Tuesday, May 29, 2012

Mom- you're a big, fat liar.

My mom has always bragged incessantly about my sister and I.  The stories of our early childhood development are my favorites.

There's the one where I taught myself how to tie my shoes when I was a year and a half old.  She just sat down, against the wall in the kitchen and tried and tried.  For six hours!  Until she got it!  Then there was the Christmas Eve that my sister climbed out of her crib, descended the staircase, came into the living room, looked at the tree and said, How pretty!  She was one.

Oh also, I told my doctor that my ear hurt- when I was 8 months old.

My mom and the child prodigies.  I am the one in the awesome coat.

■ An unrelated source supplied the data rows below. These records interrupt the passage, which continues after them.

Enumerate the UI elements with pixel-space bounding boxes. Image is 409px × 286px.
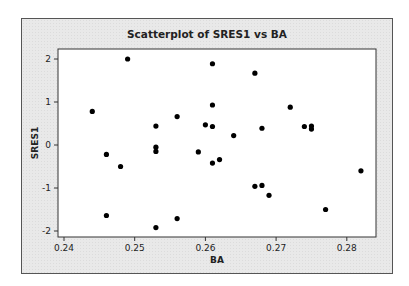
data-point <box>210 124 215 129</box>
data-point <box>302 124 307 129</box>
y-tick-label: 1 <box>45 97 51 107</box>
data-point <box>153 123 158 128</box>
data-point <box>104 213 109 218</box>
y-tick-label: -1 <box>42 183 51 193</box>
x-tick-label: 0.25 <box>125 243 145 253</box>
data-point <box>153 225 158 230</box>
data-point <box>266 193 271 198</box>
y-tick-label: 2 <box>45 54 51 64</box>
data-point <box>125 56 130 61</box>
data-point <box>90 109 95 114</box>
data-point <box>217 157 222 162</box>
data-point <box>323 207 328 212</box>
data-point <box>175 114 180 119</box>
data-point <box>252 184 257 189</box>
x-axis-label: BA <box>210 255 224 265</box>
data-point <box>104 152 109 157</box>
data-point <box>210 61 215 66</box>
data-point <box>231 133 236 138</box>
data-point <box>259 183 264 188</box>
y-tick-label: -2 <box>42 226 51 236</box>
x-tick-label: 0.28 <box>337 243 357 253</box>
data-point <box>196 149 201 154</box>
data-point <box>203 122 208 127</box>
y-tick-label: 0 <box>45 140 51 150</box>
x-tick-label: 0.27 <box>266 243 286 253</box>
y-axis: -2-1012 <box>42 54 58 236</box>
x-axis: 0.240.250.260.270.28 <box>54 237 357 253</box>
data-point <box>252 71 257 76</box>
x-tick-label: 0.24 <box>54 243 74 253</box>
plot-area <box>58 49 376 237</box>
data-point <box>118 164 123 169</box>
data-point <box>259 126 264 131</box>
data-point <box>309 126 314 131</box>
scatter-plot: 0.240.250.260.270.28 -2-1012 BA SRES1 <box>0 0 409 286</box>
data-point <box>288 105 293 110</box>
x-tick-label: 0.26 <box>195 243 215 253</box>
y-axis-label: SRES1 <box>30 127 40 159</box>
data-point <box>210 102 215 107</box>
data-point <box>175 216 180 221</box>
data-point <box>210 160 215 165</box>
data-point <box>153 149 158 154</box>
data-point <box>358 168 363 173</box>
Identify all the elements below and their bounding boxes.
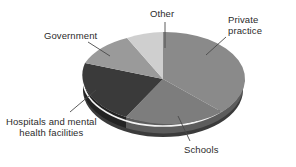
pie-label-hospitals: Hospitals and mentalhealth facilities [6,116,97,138]
pie-chart-figure: Privatepractice Other Government Hospita… [0,0,296,167]
pie-label-private-practice: Privatepractice [228,14,262,36]
pie-label-government: Government [44,30,97,41]
pie-label-private-practice-line1: Private [228,14,258,25]
pie-label-hospitals-line1: Hospitals and mental [6,116,97,127]
pie-label-hospitals-line2: health facilities [19,127,83,138]
pie-label-other: Other [150,8,174,19]
pie-label-private-practice-line2: practice [228,25,262,36]
pie-label-schools: Schools [184,144,219,155]
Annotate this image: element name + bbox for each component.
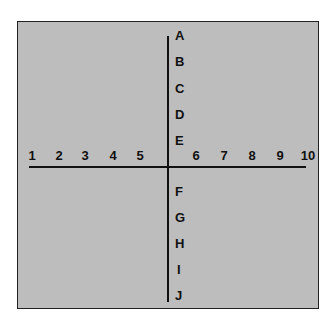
x-label-1: 1 <box>28 148 35 163</box>
coordinate-grid-panel: 1 2 3 4 5 6 7 8 9 10 A B C D E F G H I J <box>17 21 319 309</box>
y-label-f: F <box>175 184 183 199</box>
x-label-7: 7 <box>220 148 227 163</box>
y-label-e: E <box>175 133 184 148</box>
x-label-4: 4 <box>109 148 116 163</box>
y-label-c: C <box>175 81 184 96</box>
y-label-h: H <box>175 236 184 251</box>
x-label-2: 2 <box>55 148 62 163</box>
y-label-d: D <box>175 107 184 122</box>
x-label-10: 10 <box>301 148 315 163</box>
y-label-a: A <box>175 28 184 43</box>
y-label-j: J <box>175 288 182 303</box>
x-label-6: 6 <box>192 148 199 163</box>
y-label-b: B <box>175 54 184 69</box>
y-label-i: I <box>177 262 181 277</box>
x-label-9: 9 <box>276 148 283 163</box>
y-label-g: G <box>175 210 185 225</box>
x-label-3: 3 <box>81 148 88 163</box>
x-label-8: 8 <box>248 148 255 163</box>
x-label-5: 5 <box>136 148 143 163</box>
vertical-axis-line <box>167 36 169 302</box>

These stories used to be so endearing and cute.  Until I had kids.  Now they just serve as anecdotal reminders that I'll never be as good at this as my Mom was.

I mean, really.  As if the milestone police that I have to see at the park everyday weren't enough.  Now I'm measuring Lucien's development by my own.  I'm comparing him to my childhood self.  That can't be healthy.  Why isn't he tying his shoes?  We went to the doctor last week and he just stared at her.  He didn't say a goddamn thing about the rash he's been scratching for the last week.  What the hell?  

Growing up, you actually believe all of these stories.  It's entertaining and delightful to think of yourself as a super-genius infant.  Of course, there have been times when I've wondered what went wrong along my path to adulthood.  Why didn't I think of the cell phone first?  Or invent Spanx?  Apparently infant genius is not a litmus for success in life.

It's normal to brag about your children.  I'm not begrudging my mother that.  It's just that all of those stories mislead me a little.  Clearly, I expected Lucien to do all of those things, too.  And since apparently I never disobeyed my my mother-  I thought that I, too, would breed a perfectly behaved child.  I thought I would be able to administer "the look" that people like to brag about so much.  You know- the one that makes your child stop whatever he's doing, apologize profusely, and go make you an omelet?

Well, the look doesn't work.  And since Mom is staying with us for three weeks- she gets to see first hand, that I have not mastered it.  Then she gets to passive-aggressively question every disciplining  decision that I make.

Mom: You say "no?" 
Me:  Well, yes.  He just hit me in the face.  I say "no" when he does that.
Mom:  Oh.  I have more patience than that.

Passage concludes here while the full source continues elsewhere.